When the group met up with Naegele, he took them to the Fishing Lodge - a bar with access just for "on the glass" ticket holders.
"In L.A. they call it the Board Room - dark cherry paneling," Naegele said. "In Minnesota? The Board Room? Sorry. The Fishing Lodge? Maybe!"
"What would you do for actuaries?" Perez said, laughing.
In an interview, Naegele recalled the first effort to get hockey back to Minnesota after the North Stars left the Minneapolis-St. Paul area in 1993. Then-Mayor Norm Coleman - no relation to the current mayor - was trying to lure Peter Karmanos and the Hartford Whalers to what could have been a revamped civic center, a deal that fell through. Then the NHL decided in 1997 on a four-team expansion.
"We were looking for a relocation team, and then the NHL opened it up," Naegele said.
Eventually, there came a presentation before the league in New York. St. Paul's delegation included the governor, the mayor and area business leaders. "We took some hard questions about the North Stars leaving," he said. "The NHL guys have a memory."
Norm Coleman, now a U.S. senator, joined the group in the owners' box for the game. Coleman, who attributes his seat in the Senate in large part to his success in winning the Wild, agreed.
"It was a hard sell to some of the owners, but not to the league itself," Coleman said. "We had to explain away why we lost a team. ... But the league knows that communities in which teams have left, when they come back, they do very well."
Coleman also addressed the deal itself.
"I went into this trying to minimize the risk for the city and I gave the team the upside opportunity," he said. "For me, it was all a win. We had a downtown that was dead. It was dying ... If you want to make money, make money. But help me revitalize my downtown."
Perez was measured throughout the visit. Speaking as he watched the Wild beat the Blackhawks, Perez said the deal hinges on two crucial things: state support and statewide corporate buy-in.
"This has to be a business crusade," he said. "It can't be a personal crusade."
In contrast, Gottesdiener is not a measured man. Sitting at the table with Perez and others, Gottesdiener said: "I want to completely change Hartford."
"I'm fired up," Gottesdiener said as he followed Naegele through the St. Paul streets after the game for an impromptu tour. "I'm just freaking out when it comes to the reception we're getting in this city."
Wednesday morning the arena was traded for the board room, as the groups again met to discuss specifics. Much of the details were shared behind closed doors.
In short, the $175 million arena was paid for with a $45 million no-interest state loan, a $17 million state grant, a $65 million loan from the city, and $45 million from the team.
The team's ownership has a 25-year lease on the arena, is its full-time manager for sports and entertainment, and pays between $6 million and $9 million a year to the city.
That money covers 90 percent of the city's annual debt service on the project.
"You've got to get people to own it," Perez said. "I'm sold on the fact that hockey is a possibility for Hartford.
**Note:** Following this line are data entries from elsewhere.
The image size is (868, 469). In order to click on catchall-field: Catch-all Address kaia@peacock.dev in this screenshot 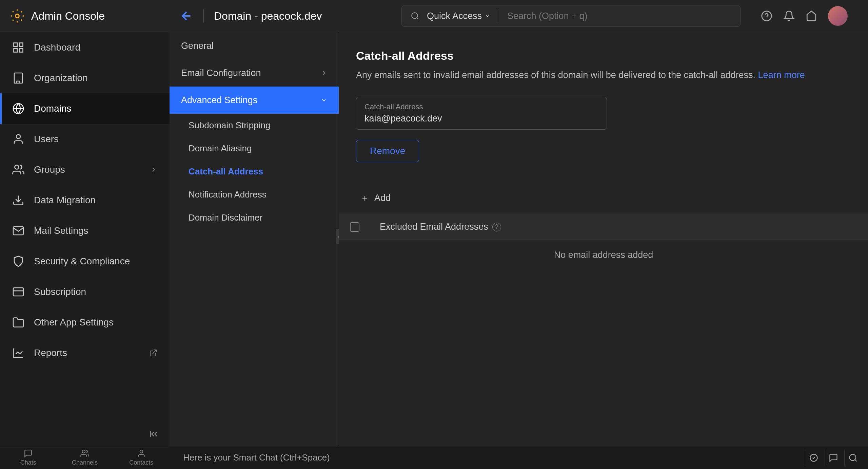, I will do `click(481, 113)`.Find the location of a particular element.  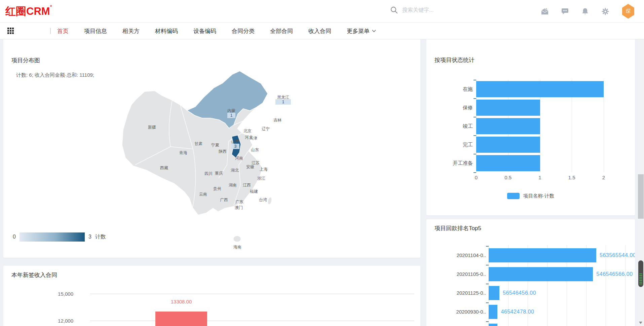

nav-item-1: 首页 is located at coordinates (63, 31).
Now I've got to go back and figure out how to make it a possibility for the state."
Gottesdiener balanced enthusiasm with realism.
"This has to be a community enterprise," he said, adding that the process will probably take longer than the 2½ years he envisioned. "This needs to be the state's major league franchise. No question about it."
Reprinted with permission of the Hartford Courant.